During the day in Malvern, if an ambulance is called, most likely Zennith Wilber and Linda Seipold will be the EMTs who respond. Between the two of them – 80 years of experience on volunteer rescue squads.

"By the time you go to the patient's location, transport them to hospital, come back, clean the rig, do the paperwork, you're looking at two and half hours," Seipold said.

She became a volunteer EMT with Malvern in 1981, when there were far more people on the roster and more neighbors who worked in town and could respond during the day. She and Wilber say the vocation has grown since the '80s.

"When I started you were basically a scoop and go, like she said," Wilber said.

With younger neighbors working in Omaha and Council Bluffs, the day shift is almost always staffed by Wilber, who is also paid as a part-time administrator, and Seipold, the farm girl whom Wilber praises as an excellent ambulance driver.

It's a big job.

"Right now we are 40 calls above and beyond what we were a year ago,” Wilber said. “And a lot of this has to do with the fact that there is not a hospital in our county."
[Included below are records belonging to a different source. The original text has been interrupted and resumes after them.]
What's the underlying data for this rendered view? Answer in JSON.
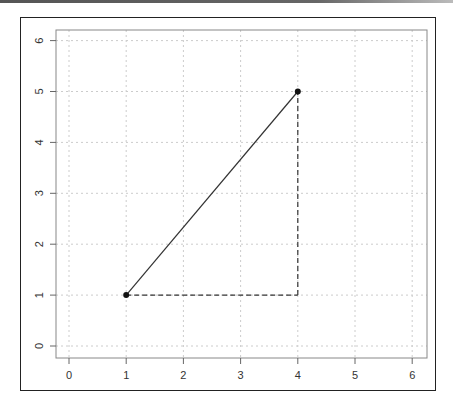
{
  "chart_data": {
    "type": "line",
    "title": "",
    "xlabel": "",
    "ylabel": "",
    "xlim": [
      -0.2,
      6.25
    ],
    "ylim": [
      -0.2,
      6.22
    ],
    "grid": true,
    "x_ticks": [
      "0",
      "1",
      "2",
      "3",
      "4",
      "5",
      "6"
    ],
    "y_ticks": [
      "0",
      "1",
      "2",
      "3",
      "4",
      "5",
      "6"
    ],
    "x_tick_values": [
      0,
      1,
      2,
      3,
      4,
      5,
      6
    ],
    "y_tick_values": [
      0,
      1,
      2,
      3,
      4,
      5,
      6
    ],
    "points": [
      {
        "x": 1,
        "y": 1
      },
      {
        "x": 4,
        "y": 5
      }
    ],
    "series": [
      {
        "name": "hypotenuse",
        "style": "solid",
        "x": [
          1,
          4
        ],
        "y": [
          1,
          5
        ]
      },
      {
        "name": "horizontal-leg",
        "style": "dashed",
        "x": [
          1,
          4
        ],
        "y": [
          1,
          1
        ]
      },
      {
        "name": "vertical-leg",
        "style": "dashed",
        "x": [
          4,
          4
        ],
        "y": [
          1,
          5
        ]
      }
    ],
    "colors": {
      "line": "#333333",
      "point": "#111111",
      "grid": "#cccccc",
      "axis": "#888888"
    }
  }
}
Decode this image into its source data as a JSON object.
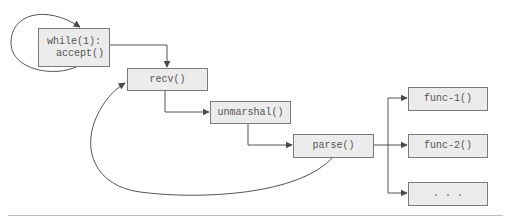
{
  "diagram": {
    "nodes": [
      {
        "id": "accept",
        "lines": [
          "while(1):",
          "  accept()"
        ]
      },
      {
        "id": "recv",
        "label": "recv()"
      },
      {
        "id": "unmarshal",
        "label": "unmarshal()"
      },
      {
        "id": "parse",
        "label": "parse()"
      },
      {
        "id": "func1",
        "label": "func-1()"
      },
      {
        "id": "func2",
        "label": "func-2()"
      },
      {
        "id": "more",
        "label": ". . ."
      }
    ],
    "edges": [
      {
        "from": "accept",
        "to": "accept",
        "type": "self-loop"
      },
      {
        "from": "accept",
        "to": "recv",
        "type": "elbow"
      },
      {
        "from": "recv",
        "to": "unmarshal",
        "type": "elbow"
      },
      {
        "from": "unmarshal",
        "to": "parse",
        "type": "elbow"
      },
      {
        "from": "parse",
        "to": "func1",
        "type": "branch"
      },
      {
        "from": "parse",
        "to": "func2",
        "type": "branch"
      },
      {
        "from": "parse",
        "to": "more",
        "type": "branch"
      },
      {
        "from": "parse",
        "to": "recv",
        "type": "loop-back"
      }
    ],
    "colors": {
      "box_fill": "#ececec",
      "box_border": "#7a7a7a",
      "text": "#555555",
      "line": "#555555",
      "rule": "#bdbdbd"
    }
  }
}
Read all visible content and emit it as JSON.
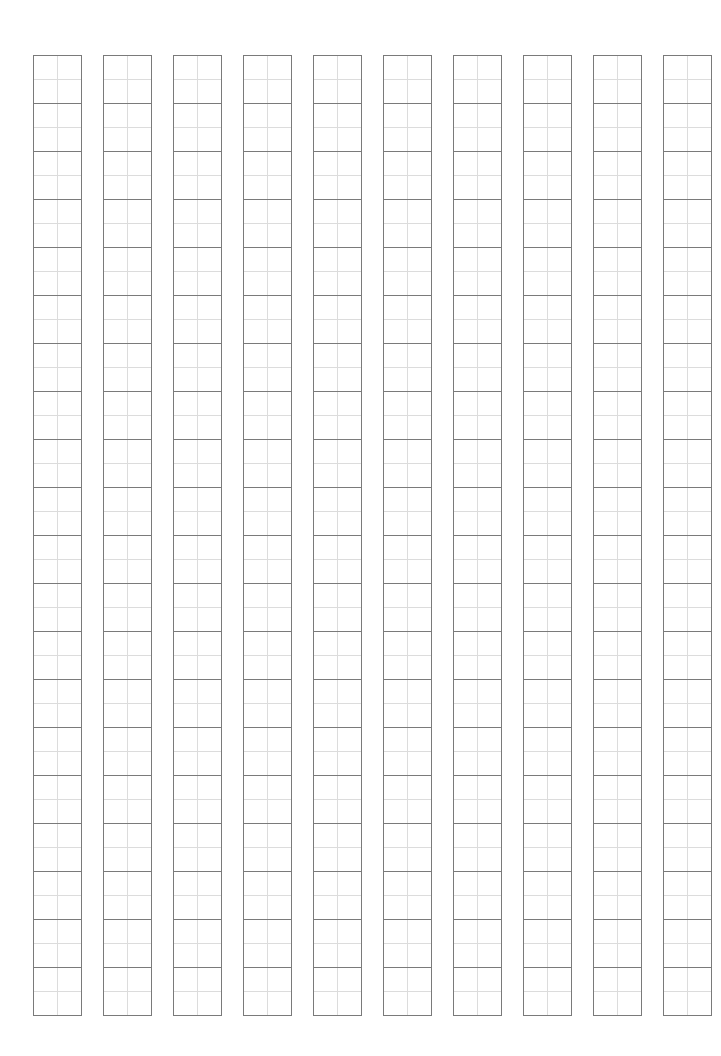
{
  "sheet": {
    "type": "tianzige-practice-grid",
    "columns": 10,
    "rows": 20,
    "cell_size_px": 48,
    "column_pitch_px": 70,
    "origin": {
      "x": 33,
      "y": 55
    },
    "colors": {
      "background": "#ffffff",
      "cell_border": "#7a7a7a",
      "guide_cross": "#dcdcdc"
    },
    "cells_filled": []
  }
}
A 45-minute drive to Council Bluffs means folks are more likely to call an ambulance. Wilber and Seipold told me they'll call a volunteer firefighter to help with lifting, or they'll pick up a Glenwood paramedic on route to the hospital, but...

"We need volunteers!"

Iowa municipalities aren't required to fund ambulance services as they are with fire services. Mills County is considering solutions, such as a county-wide EMS program, but that involves several steps and would take a few years to implement.